Chlamydia can also infect the rectum through receptive anal sex. Rectal infections are frequently asymptomatic, but when they do cause visible signs, these include discharge from the anus (which may be mucus-like or bloody), pain, and sometimes visible ulcers around the anus or just inside the rectal lining. A more aggressive strain called LGV can cause pronounced rectal ulcers, significant bloody discharge, and considerable pain. Rectal symptoms like these overlap with other conditions, so they need clinical evaluation and specific testing.

Eye Infections From Chlamydia

If chlamydia bacteria reach the eyes, usually through hand-to-eye contact after touching infected genital fluids, it causes a condition called inclusion conjunctivitis.
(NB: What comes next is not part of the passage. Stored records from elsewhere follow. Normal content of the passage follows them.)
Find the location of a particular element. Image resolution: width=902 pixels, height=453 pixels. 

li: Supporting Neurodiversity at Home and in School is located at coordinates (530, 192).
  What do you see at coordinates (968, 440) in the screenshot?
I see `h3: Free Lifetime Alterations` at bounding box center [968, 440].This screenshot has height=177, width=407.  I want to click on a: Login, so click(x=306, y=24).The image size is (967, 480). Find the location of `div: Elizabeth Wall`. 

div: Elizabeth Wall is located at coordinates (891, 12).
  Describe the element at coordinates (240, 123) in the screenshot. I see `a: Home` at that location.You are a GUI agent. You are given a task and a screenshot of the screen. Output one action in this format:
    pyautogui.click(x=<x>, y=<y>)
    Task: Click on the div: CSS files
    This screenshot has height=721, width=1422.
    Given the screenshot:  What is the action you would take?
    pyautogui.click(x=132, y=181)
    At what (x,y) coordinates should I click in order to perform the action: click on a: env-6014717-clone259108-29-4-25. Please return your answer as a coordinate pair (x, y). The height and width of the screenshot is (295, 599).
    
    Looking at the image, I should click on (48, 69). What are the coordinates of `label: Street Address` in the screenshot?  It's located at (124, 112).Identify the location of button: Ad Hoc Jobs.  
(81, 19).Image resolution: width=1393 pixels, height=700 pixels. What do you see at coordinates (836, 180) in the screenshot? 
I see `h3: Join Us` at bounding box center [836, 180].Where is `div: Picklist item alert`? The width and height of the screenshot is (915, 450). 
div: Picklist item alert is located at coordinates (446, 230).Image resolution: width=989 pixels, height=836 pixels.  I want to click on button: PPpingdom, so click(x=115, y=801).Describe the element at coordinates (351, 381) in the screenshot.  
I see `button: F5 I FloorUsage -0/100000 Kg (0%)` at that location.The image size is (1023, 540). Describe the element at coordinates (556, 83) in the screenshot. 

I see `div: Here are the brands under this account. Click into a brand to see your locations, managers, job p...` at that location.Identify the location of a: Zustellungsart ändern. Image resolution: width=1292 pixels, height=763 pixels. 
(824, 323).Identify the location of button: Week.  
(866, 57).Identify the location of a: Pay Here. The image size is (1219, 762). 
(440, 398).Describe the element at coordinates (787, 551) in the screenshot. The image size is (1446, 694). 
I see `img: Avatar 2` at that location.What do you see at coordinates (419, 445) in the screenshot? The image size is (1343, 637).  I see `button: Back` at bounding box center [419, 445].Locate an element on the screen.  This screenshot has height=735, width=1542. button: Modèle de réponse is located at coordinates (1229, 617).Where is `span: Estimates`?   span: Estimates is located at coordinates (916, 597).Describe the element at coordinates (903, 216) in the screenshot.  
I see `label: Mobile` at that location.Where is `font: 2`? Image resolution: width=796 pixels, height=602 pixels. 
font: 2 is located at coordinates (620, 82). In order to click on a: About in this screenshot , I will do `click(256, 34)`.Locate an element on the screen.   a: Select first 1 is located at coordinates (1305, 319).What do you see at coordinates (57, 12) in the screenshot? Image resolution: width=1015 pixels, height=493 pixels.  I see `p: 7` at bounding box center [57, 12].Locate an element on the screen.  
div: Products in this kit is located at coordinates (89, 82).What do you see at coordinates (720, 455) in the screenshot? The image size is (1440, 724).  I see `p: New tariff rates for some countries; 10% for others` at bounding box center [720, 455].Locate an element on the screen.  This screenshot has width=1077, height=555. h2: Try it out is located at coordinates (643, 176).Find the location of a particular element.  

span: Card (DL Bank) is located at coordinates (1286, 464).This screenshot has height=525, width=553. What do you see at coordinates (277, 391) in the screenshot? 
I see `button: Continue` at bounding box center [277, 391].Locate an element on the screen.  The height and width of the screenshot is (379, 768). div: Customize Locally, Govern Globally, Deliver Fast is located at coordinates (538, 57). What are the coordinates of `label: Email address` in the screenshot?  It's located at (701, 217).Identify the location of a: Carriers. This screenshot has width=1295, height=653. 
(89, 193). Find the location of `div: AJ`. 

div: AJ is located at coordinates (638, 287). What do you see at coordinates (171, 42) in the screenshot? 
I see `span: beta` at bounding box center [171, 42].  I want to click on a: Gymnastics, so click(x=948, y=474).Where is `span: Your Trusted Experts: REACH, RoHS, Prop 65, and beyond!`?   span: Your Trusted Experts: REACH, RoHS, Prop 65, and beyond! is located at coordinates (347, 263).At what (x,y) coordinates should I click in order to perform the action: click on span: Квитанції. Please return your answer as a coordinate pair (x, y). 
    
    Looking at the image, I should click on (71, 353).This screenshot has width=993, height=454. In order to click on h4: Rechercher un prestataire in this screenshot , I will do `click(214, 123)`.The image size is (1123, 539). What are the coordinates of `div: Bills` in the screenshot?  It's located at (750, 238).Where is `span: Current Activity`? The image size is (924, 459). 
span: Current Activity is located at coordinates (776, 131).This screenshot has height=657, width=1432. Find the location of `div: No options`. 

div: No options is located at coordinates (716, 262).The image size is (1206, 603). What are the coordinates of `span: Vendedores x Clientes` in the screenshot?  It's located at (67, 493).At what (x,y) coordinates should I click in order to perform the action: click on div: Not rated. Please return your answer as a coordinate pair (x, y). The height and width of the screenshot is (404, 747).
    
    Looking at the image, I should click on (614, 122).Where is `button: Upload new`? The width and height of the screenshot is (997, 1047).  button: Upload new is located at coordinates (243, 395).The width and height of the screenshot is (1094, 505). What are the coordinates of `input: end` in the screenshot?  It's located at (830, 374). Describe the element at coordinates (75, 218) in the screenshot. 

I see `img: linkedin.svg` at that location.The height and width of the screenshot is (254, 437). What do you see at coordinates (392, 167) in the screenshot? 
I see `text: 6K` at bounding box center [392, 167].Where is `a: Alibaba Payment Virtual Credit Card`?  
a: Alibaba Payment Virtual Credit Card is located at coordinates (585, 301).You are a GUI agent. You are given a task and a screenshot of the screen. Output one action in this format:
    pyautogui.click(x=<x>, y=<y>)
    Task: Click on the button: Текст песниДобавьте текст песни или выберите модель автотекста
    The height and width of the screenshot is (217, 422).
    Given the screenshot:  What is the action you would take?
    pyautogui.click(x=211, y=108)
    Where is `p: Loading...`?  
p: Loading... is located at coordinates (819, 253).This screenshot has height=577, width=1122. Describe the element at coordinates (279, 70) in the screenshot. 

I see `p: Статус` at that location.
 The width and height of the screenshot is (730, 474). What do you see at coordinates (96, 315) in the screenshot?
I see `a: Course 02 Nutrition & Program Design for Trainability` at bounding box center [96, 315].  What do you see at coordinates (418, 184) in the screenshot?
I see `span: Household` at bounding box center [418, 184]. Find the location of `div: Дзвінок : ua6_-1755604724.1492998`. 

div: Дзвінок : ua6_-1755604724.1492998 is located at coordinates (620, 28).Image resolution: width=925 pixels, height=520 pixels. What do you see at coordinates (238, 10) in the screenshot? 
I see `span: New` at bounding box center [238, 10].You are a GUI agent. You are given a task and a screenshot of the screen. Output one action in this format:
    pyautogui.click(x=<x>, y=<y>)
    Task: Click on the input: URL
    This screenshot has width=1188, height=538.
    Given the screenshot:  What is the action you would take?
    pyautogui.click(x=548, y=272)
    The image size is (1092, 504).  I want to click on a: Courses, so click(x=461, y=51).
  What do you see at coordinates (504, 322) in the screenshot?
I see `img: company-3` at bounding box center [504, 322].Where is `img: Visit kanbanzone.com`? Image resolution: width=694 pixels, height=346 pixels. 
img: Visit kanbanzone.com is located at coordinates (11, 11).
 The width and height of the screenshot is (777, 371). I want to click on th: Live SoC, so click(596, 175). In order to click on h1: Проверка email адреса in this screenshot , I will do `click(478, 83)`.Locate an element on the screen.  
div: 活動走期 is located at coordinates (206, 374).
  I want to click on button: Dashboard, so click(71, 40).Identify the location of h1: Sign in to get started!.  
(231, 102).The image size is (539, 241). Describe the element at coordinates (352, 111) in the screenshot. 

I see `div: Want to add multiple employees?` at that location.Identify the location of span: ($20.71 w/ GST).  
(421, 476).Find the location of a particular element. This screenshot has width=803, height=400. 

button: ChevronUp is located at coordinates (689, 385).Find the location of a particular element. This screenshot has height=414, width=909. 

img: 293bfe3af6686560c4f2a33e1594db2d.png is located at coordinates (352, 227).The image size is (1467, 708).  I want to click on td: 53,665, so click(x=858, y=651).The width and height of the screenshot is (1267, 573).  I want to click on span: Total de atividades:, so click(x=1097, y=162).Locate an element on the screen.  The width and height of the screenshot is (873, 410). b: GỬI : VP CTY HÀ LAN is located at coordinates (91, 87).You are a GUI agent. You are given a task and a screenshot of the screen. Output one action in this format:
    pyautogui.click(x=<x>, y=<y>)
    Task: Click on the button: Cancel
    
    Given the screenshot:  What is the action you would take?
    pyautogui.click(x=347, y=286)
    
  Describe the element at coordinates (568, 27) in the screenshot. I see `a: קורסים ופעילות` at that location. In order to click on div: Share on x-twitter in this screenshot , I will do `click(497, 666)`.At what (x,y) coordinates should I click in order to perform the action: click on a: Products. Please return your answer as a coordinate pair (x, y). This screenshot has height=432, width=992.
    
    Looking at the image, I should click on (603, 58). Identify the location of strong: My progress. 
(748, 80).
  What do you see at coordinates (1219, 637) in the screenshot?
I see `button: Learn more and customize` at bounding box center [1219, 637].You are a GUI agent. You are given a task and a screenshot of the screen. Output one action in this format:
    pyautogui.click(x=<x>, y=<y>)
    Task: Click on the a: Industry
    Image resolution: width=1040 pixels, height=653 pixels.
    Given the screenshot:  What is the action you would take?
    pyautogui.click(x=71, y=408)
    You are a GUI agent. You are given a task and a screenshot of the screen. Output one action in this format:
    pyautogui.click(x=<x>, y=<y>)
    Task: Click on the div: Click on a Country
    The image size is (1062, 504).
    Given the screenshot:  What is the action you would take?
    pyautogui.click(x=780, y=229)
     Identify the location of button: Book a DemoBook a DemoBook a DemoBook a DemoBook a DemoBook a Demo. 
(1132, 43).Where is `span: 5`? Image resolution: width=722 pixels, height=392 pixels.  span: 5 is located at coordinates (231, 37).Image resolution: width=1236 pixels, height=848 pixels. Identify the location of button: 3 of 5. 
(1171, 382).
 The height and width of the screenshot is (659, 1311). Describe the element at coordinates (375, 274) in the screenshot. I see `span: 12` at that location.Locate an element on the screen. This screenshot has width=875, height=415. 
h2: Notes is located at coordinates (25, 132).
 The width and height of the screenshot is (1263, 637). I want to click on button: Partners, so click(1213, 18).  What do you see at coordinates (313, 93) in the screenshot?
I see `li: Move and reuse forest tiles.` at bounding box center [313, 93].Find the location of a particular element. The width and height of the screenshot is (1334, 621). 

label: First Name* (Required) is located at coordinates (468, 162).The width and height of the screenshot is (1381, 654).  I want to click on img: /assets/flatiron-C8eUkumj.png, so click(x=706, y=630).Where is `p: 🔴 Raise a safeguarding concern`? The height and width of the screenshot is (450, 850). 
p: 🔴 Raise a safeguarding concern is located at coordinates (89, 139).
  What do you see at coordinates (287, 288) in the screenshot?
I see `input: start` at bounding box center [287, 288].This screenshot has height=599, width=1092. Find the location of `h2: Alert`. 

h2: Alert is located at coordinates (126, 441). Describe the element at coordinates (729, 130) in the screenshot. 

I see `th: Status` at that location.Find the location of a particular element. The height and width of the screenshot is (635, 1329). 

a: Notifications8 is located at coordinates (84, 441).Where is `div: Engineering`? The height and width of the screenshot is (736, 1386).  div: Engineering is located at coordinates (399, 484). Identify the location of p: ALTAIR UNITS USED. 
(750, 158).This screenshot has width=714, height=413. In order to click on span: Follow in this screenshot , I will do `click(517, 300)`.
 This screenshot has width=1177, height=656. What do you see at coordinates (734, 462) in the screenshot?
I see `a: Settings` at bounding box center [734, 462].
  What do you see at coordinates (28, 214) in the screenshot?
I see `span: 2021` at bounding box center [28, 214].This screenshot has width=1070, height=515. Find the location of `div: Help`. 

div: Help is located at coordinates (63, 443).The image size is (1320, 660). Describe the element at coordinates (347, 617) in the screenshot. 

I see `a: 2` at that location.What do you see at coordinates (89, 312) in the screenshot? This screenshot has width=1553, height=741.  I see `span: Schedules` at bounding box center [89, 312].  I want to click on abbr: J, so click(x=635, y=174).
This looks a lot like pink eye: red, irritated eyes with a watery or mucus-like discharge. You might notice crusting on your eyelashes, swollen eyelids, sensitivity to light, or a gritty foreign-body sensation. Unlike typical viral pink eye that clears within a week or two, chlamydial conjunctivitis tends to be persistent, lasting weeks or even months with mild but lingering symptoms. Some people also experience intermittent blurred vision.

When Complications Create Visible Signs

Untreated chlamydia can spread deeper into the reproductive tract, and the resulting complications sometimes produce more noticeable physical changes.

In women, the most serious complication is pelvic inflammatory disease (PID), where the infection moves up into the uterus and fallopian tubes. PID doesn’t always have dramatic visible signs on the outside, but it causes lower abdominal pain, irregular vaginal bleeding, and sometimes an unusual cervical discharge. In severe cases, a tubo-ovarian abscess can form, causing significant abdominal swelling, fever, and intense pain. PID is a medical concern because it can lead to long-term fertility problems and chronic pelvic pain.

In men, chlamydia can spread to the epididymis, the coiled tube behind each testicle. Epididymitis causes the scrotum on the affected side to become visibly swollen, discolored (often reddish), and warm to the touch. This is usually obvious and painful enough that it prompts a visit to a healthcare provider.

How to Tell Chlamydia Apart From Similar Conditions

One of the biggest challenges with chlamydia is that its visible signs, when present, mimic several other common conditions. Vaginal itching, burning, and unusual discharge can come from yeast infections, bacterial vaginosis, gonorrhea, or chlamydia. In men, urethral discharge can be caused by gonorrhea, nonspecific urethritis, or even irritation from soaps or spermicides.

There’s no reliable way to distinguish chlamydia from these conditions by appearance alone. A few rough guidelines can help you think about what you’re seeing, though. Yeast infections typically produce thick, white, clumpy discharge with intense itching but no odor. Bacterial vaginosis often causes thin, grayish discharge with a noticeable fishy smell. Gonorrhea in men tends to produce a heavier, more yellow-green penile discharge than chlamydia does. But these are generalizations with plenty of overlap, and co-infections are common. The only definitive answer comes from a lab test, which is typically a simple urine sample or swab.

Because chlamydia so often looks like nothing, or looks like something else entirely, visual self-diagnosis is unreliable. Regular screening catches the infections that symptoms miss, and a single course of antibiotics clears the infection in the vast majority of cases when it’s caught early.